Deliverability

Why Are My Emails Going to Spam? (And How to Fix It)

By Kalenfy · Updated 27 June 2026 · 8 min read

Why Are My Emails Going to Spam? (And How to Fix It)

TL;DR: Nine times out of ten, business email lands in spam because of missing or broken email authentication — SPF, DKIM and DMARC. Since 2024, Gmail and Yahoo actively filter or reject mail from domains that fail these checks. Other causes are spammy content, a poor sending reputation, or a blacklisted IP. Fix the authentication first — it's the most common cause and the most fixable. Scan your domain free to see exactly which records you're missing.

The #1 reason: broken email authentication

Three DNS records tell receiving servers that your mail is really from you and wasn't tampered with:

If any of these is missing or misconfigured, Gmail, Outlook and Yahoo treat your mail as suspicious. Since their 2024 bulk-sender requirements, this isn't optional — domains without proper authentication get sent to spam or rejected outright. This is the first thing to check, because it's both the most common cause and a permanent fix.

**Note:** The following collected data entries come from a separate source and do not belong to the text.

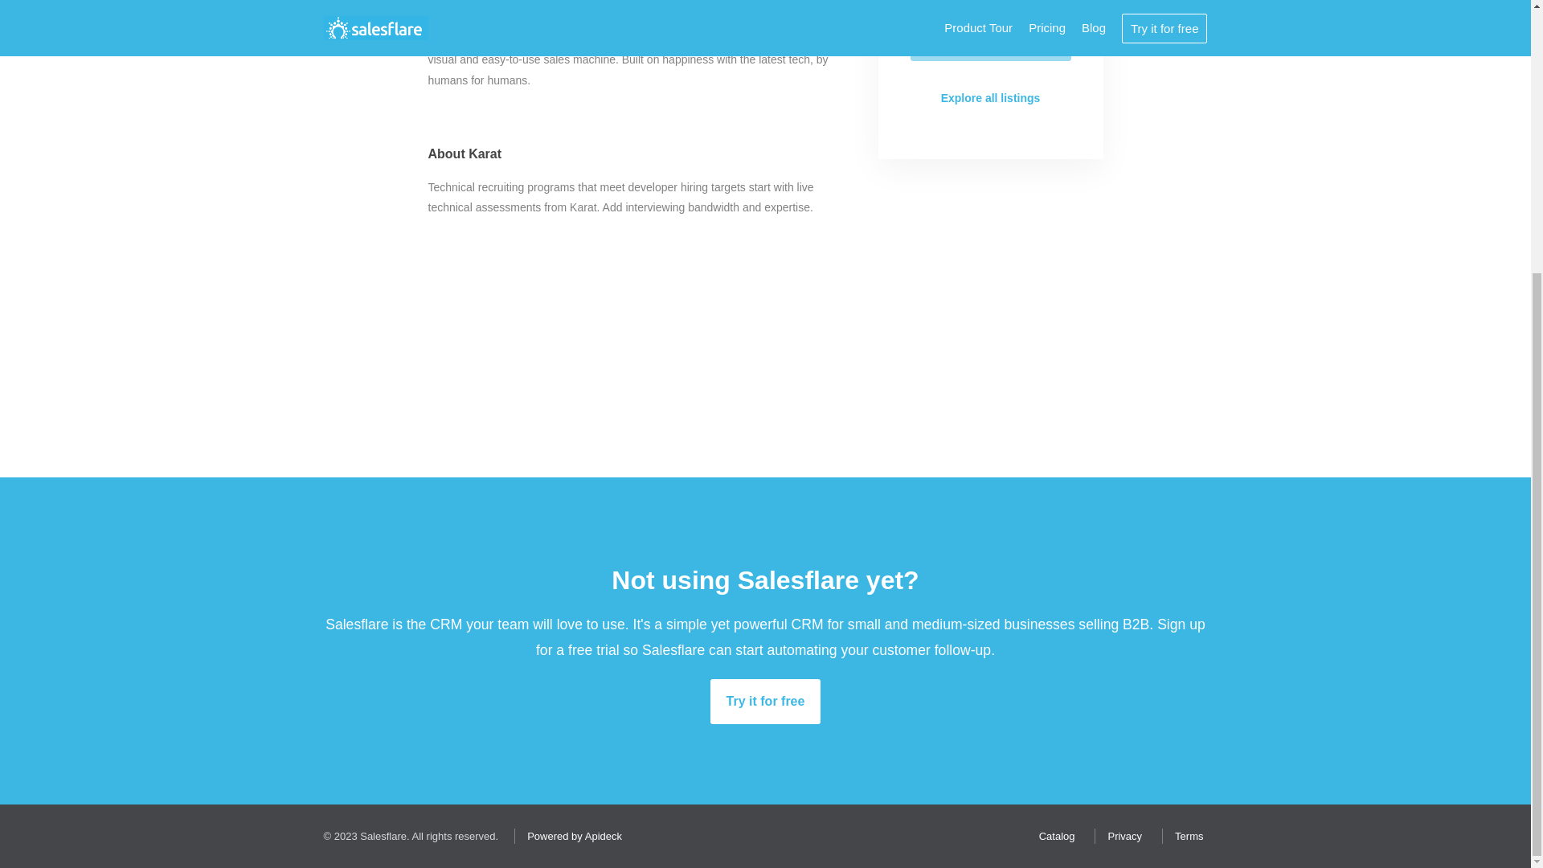 This screenshot has width=1543, height=868. I want to click on Terms, so click(1185, 836).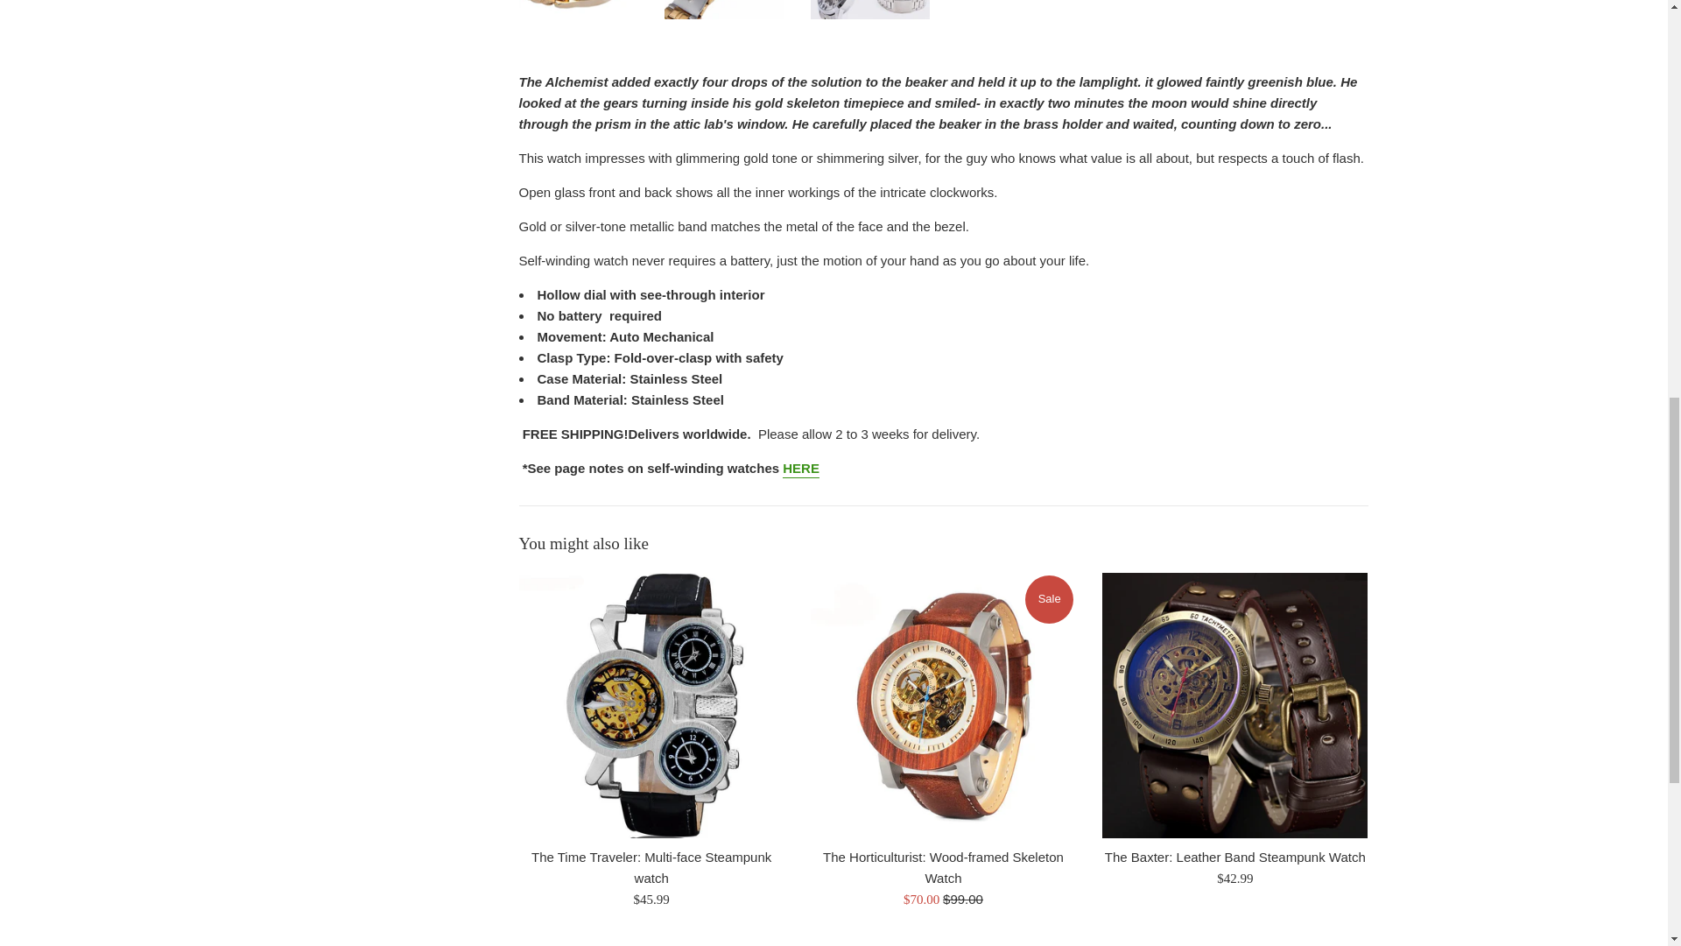 The width and height of the screenshot is (1681, 946). What do you see at coordinates (651, 867) in the screenshot?
I see `The Time Traveler: Multi-face Steampunk watch` at bounding box center [651, 867].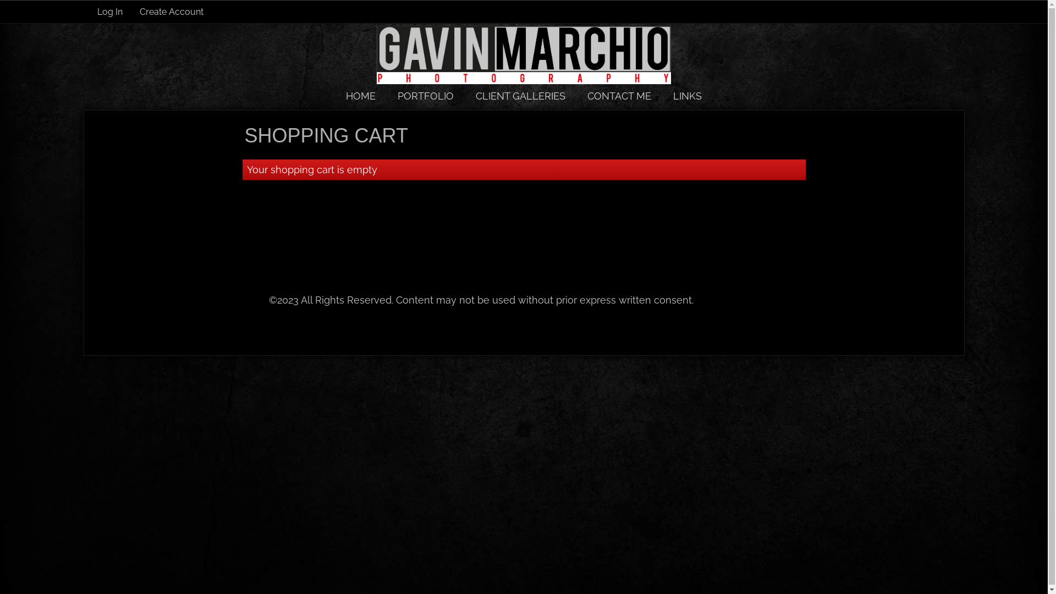  I want to click on Create Account, so click(172, 12).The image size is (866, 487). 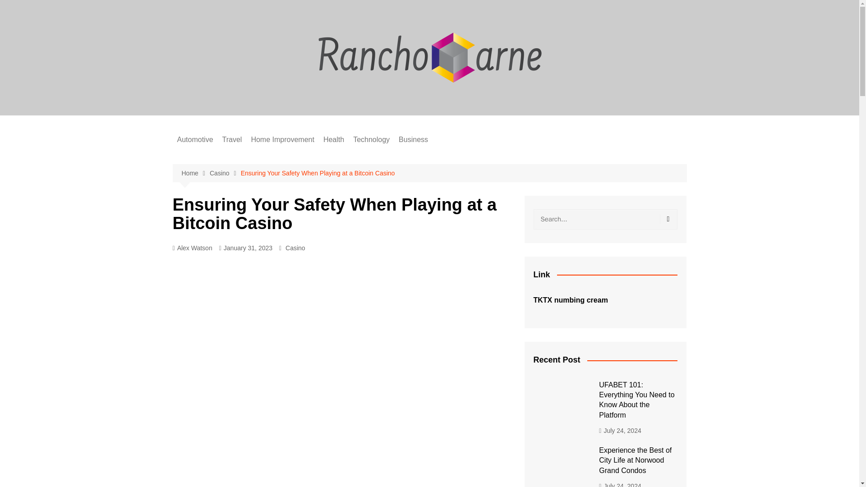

The other reasons mail lands in spam

CauseSignFix
Spam-trigger contentAll-caps subjects, "free!!!", lots of links/images, one big imageWrite like a human; balance text and images; avoid trigger words
Poor domain/IP reputationNew domain, sudden volume spikes, past spam complaintsWarm up sending gradually; keep volume steady
Blacklisted IPMail to many providers bounces or junks at onceCheck blacklists; request delisting; fix the root cause
Poor list hygieneHigh bounce rate, spam-trap hits, old purchased listsEmail only people who opted in; remove dead addresses
No unsubscribe / list headersBulk mail without a one-click unsubscribeAdd List-Unsubscribe; honour opt-outs immediately

How to find YOUR cause

  1. Check authentication first. Run a free scan of your domain — it shows in seconds whether SPF, DKIM and DMARC are present and valid. A failing or missing record is almost always the culprit.
  2. Read the message headers. Send a test to a Gmail address, open "Show original", and look for SPF: PASS, DKIM: PASS, DMARC: PASS. Any fail points straight to the fix.
  3. Check blacklists. If only some providers junk you, your sending IP may be listed.
  4. Review the content. If auth passes and you're not blacklisted, look at the email itself.

Scan your domain free — you'll get an A+→F grade and see exactly which authentication records are letting you down, no signup to view it.

How to fix it

Start with authentication, in this order:

Then tidy your content and list. Most "going to spam" problems disappear once authentication passes and your reputation recovers.

FAQ

Why did my emails suddenly start going to spam in 2024–2025?

Gmail and Yahoo rolled out stricter sender requirements — domains without SPF, DKIM and DMARC began getting filtered or rejected. If you never set these up, that's the most likely trigger.

I have SPF — why is mail still in spam?

SPF alone isn't enough. You also need DKIM and a DMARC policy, and your SPF must actually pass (no PermError, no +all). A scan shows whether all three align.

How long until deliverability improves after fixing it?

Authentication fixes take effect as soon as DNS propagates (minutes to hours). Reputation recovery from past issues can take days to weeks of consistent, clean sending.

Not sure where to start? Scan your domain, then reply to your report — we're developers and can set up SPF, DKIM and DMARC for you so your mail reaches the inbox.

Check your own domain — free

Kalenfy runs a passive scan of your SPF, DKIM, DMARC, DNSSEC, CAA and more, then gives you a downloadable PDF report with exact fixes. You see your grade first — no email needed to view it.